Winter gets cooler with the Downtown Dartmouth Ice Festival

Richard Chiasson supplies ice blocks to restaurants and festivals across Atlantic Canada.  (Anam Khan/CBC - image credit)
Richard Chiasson supplies ice blocks to restaurants and festivals across Atlantic Canada. (Anam Khan/CBC - image credit)

Hundreds of people gathered on Portland Street in Dartmouth, N.S., on Saturday to enjoy some good food, music and drinks, but ice sculptures were the main attraction.

The Downtown Dartmouth Ice Festival brought artists from around the East Coast to make sculptures as hundreds of people looked on.

Artists were told to use their imagination to create a sculpture from a 136-kilogram ice block.

Anam Khan/CBC
Anam Khan/CBC
Anam Khan/CBC
Anam Khan/CBC
Anam Khan/CBC
Anam Khan/CBC

"I like the challenge," said Richard Chiasson, a chef who has been sculpting for 44 years. He learned to carve with butter.

"I like the public interaction. I like the outdoors … all of that. It's beautiful."

Sculptures include a swan, an octopus and a mythological creature. There is one of Snoopy lying on his dog house.

Anam Khan/CBC
Anam Khan/CBC
Anam Khan/CBC
Anam Khan/CBC

Joe Palmer came from New Brunswick. When he began his sculpture, a little girl sat in the corner watching his every move.

She asked him to make a mermaid, so he did.

"I like to just be creative," said Palmer. "I had no plan. I woke up this morning and whatever the weather was, whatever … God threw at me, I just took it."

Anam Khan/CBC
Anam Khan/CBC

Sunday is the last day to see the sculptures before they melt away.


Instructions for the task:
Pictures aside, the output must consist of the lines from the one containing "Trace human face." through the end of the data, reproduced exactly.

Annotated photo localization data:
########################################
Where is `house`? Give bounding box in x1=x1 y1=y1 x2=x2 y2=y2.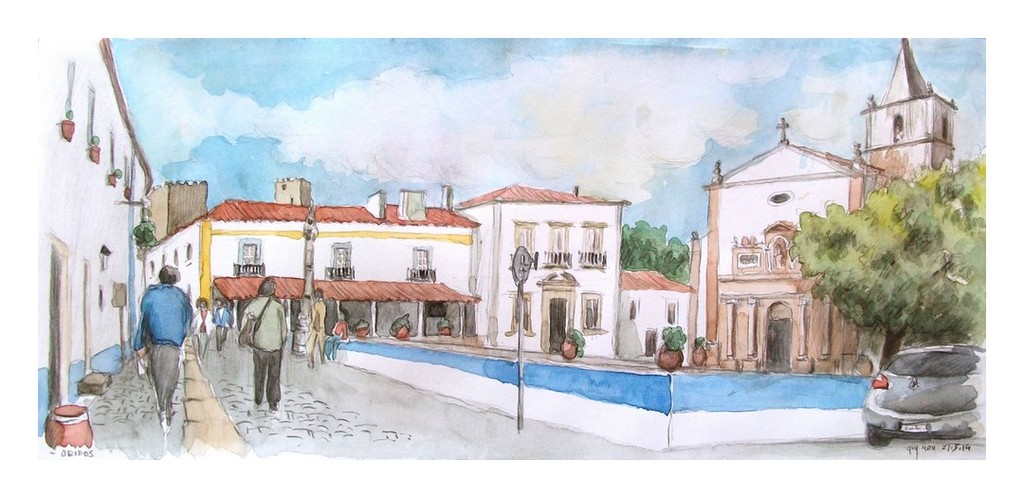
x1=463 y1=187 x2=619 y2=367.
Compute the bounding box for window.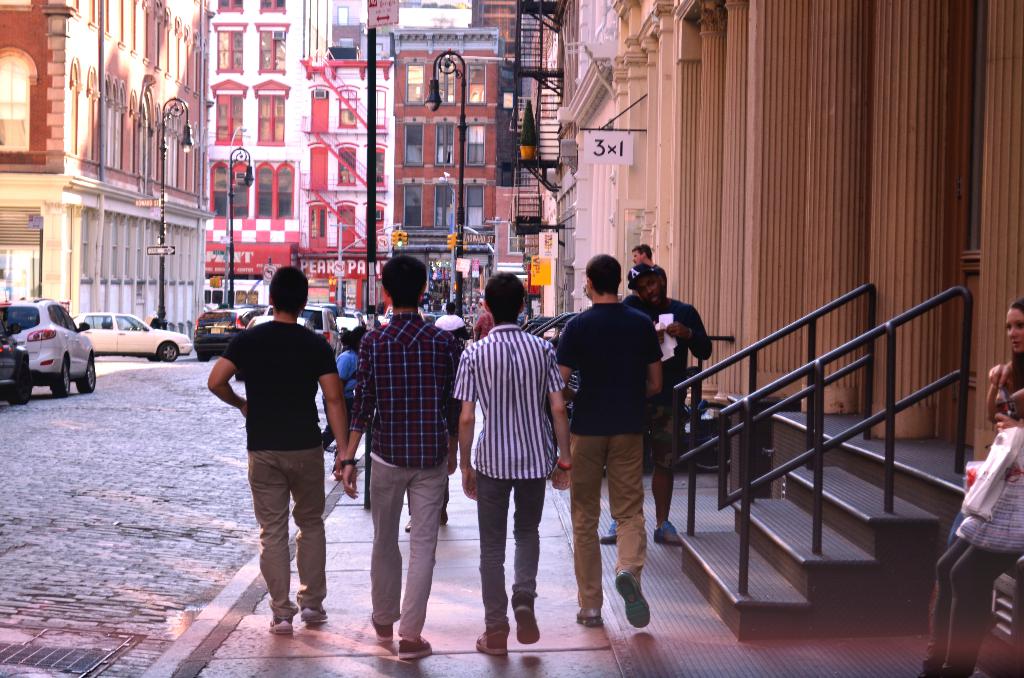
334, 141, 358, 186.
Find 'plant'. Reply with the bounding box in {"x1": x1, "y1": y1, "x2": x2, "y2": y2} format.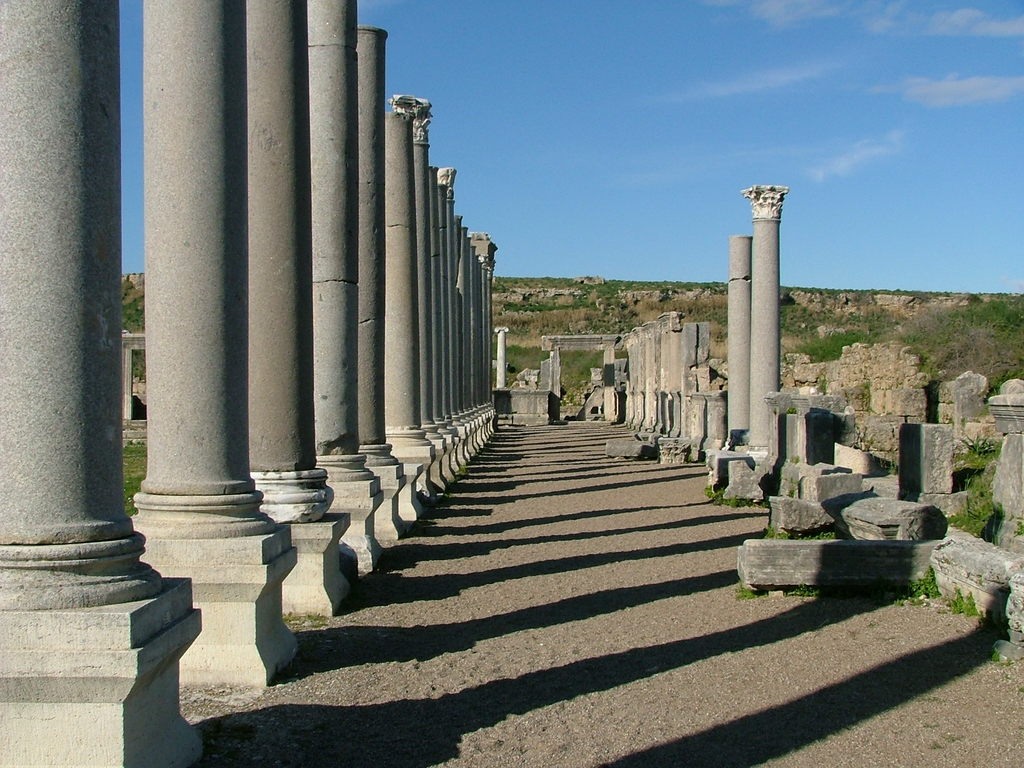
{"x1": 790, "y1": 457, "x2": 809, "y2": 468}.
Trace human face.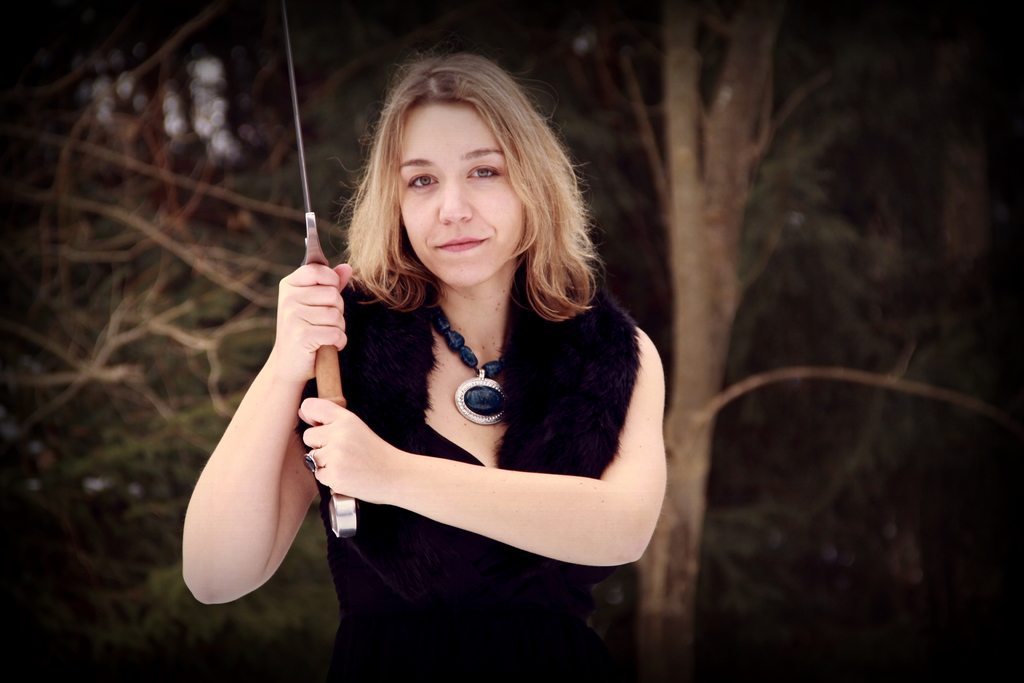
Traced to [left=399, top=104, right=525, bottom=288].
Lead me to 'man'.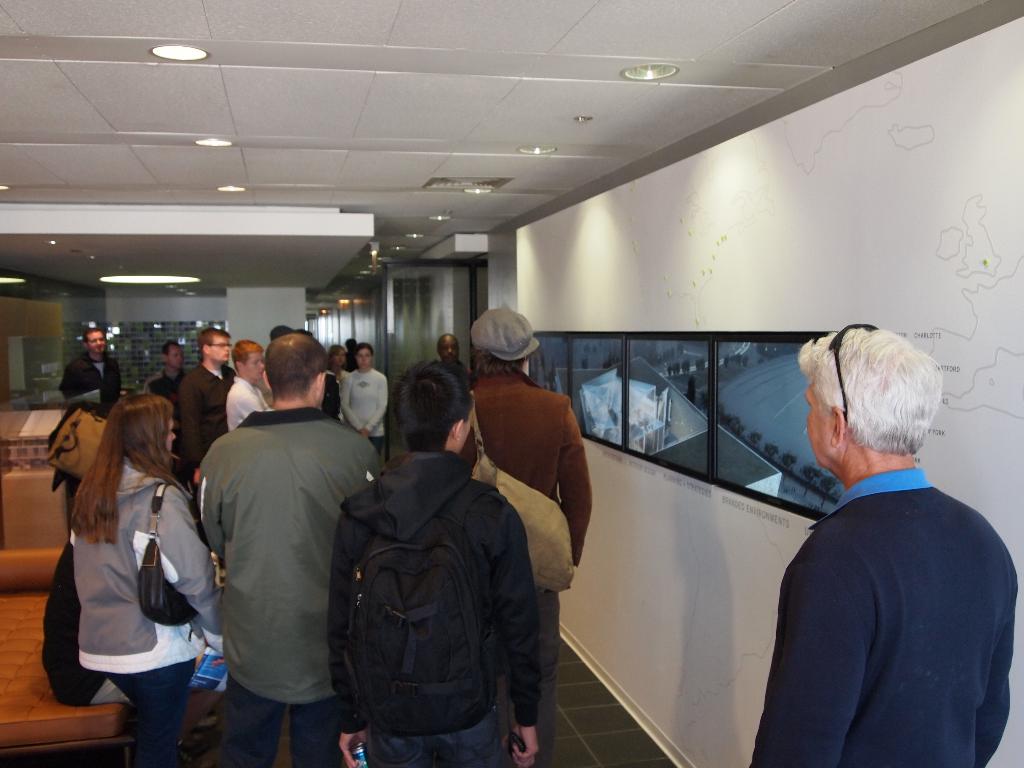
Lead to rect(147, 336, 186, 396).
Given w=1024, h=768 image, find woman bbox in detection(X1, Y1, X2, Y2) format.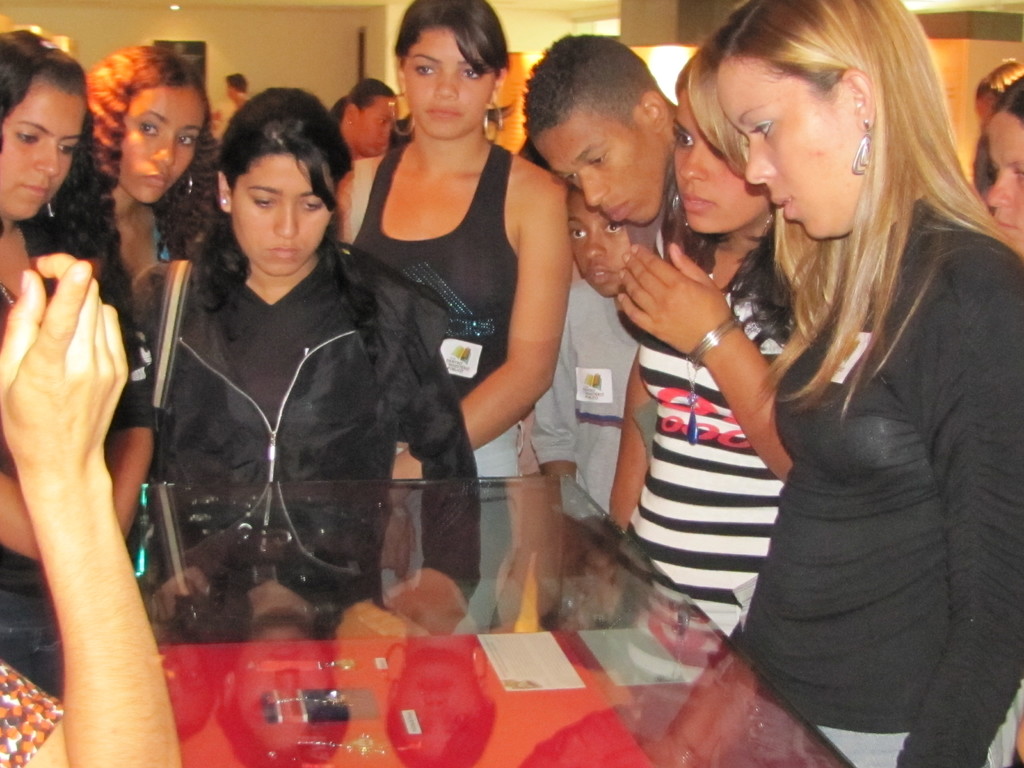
########################################
Output of the task:
Trace human face.
Traced to [left=399, top=104, right=525, bottom=288].
Lead me to 'man'.
Lead to rect(147, 336, 186, 396).
Given w=1024, h=768 image, find woman bbox in detection(X1, Y1, X2, Y2) format.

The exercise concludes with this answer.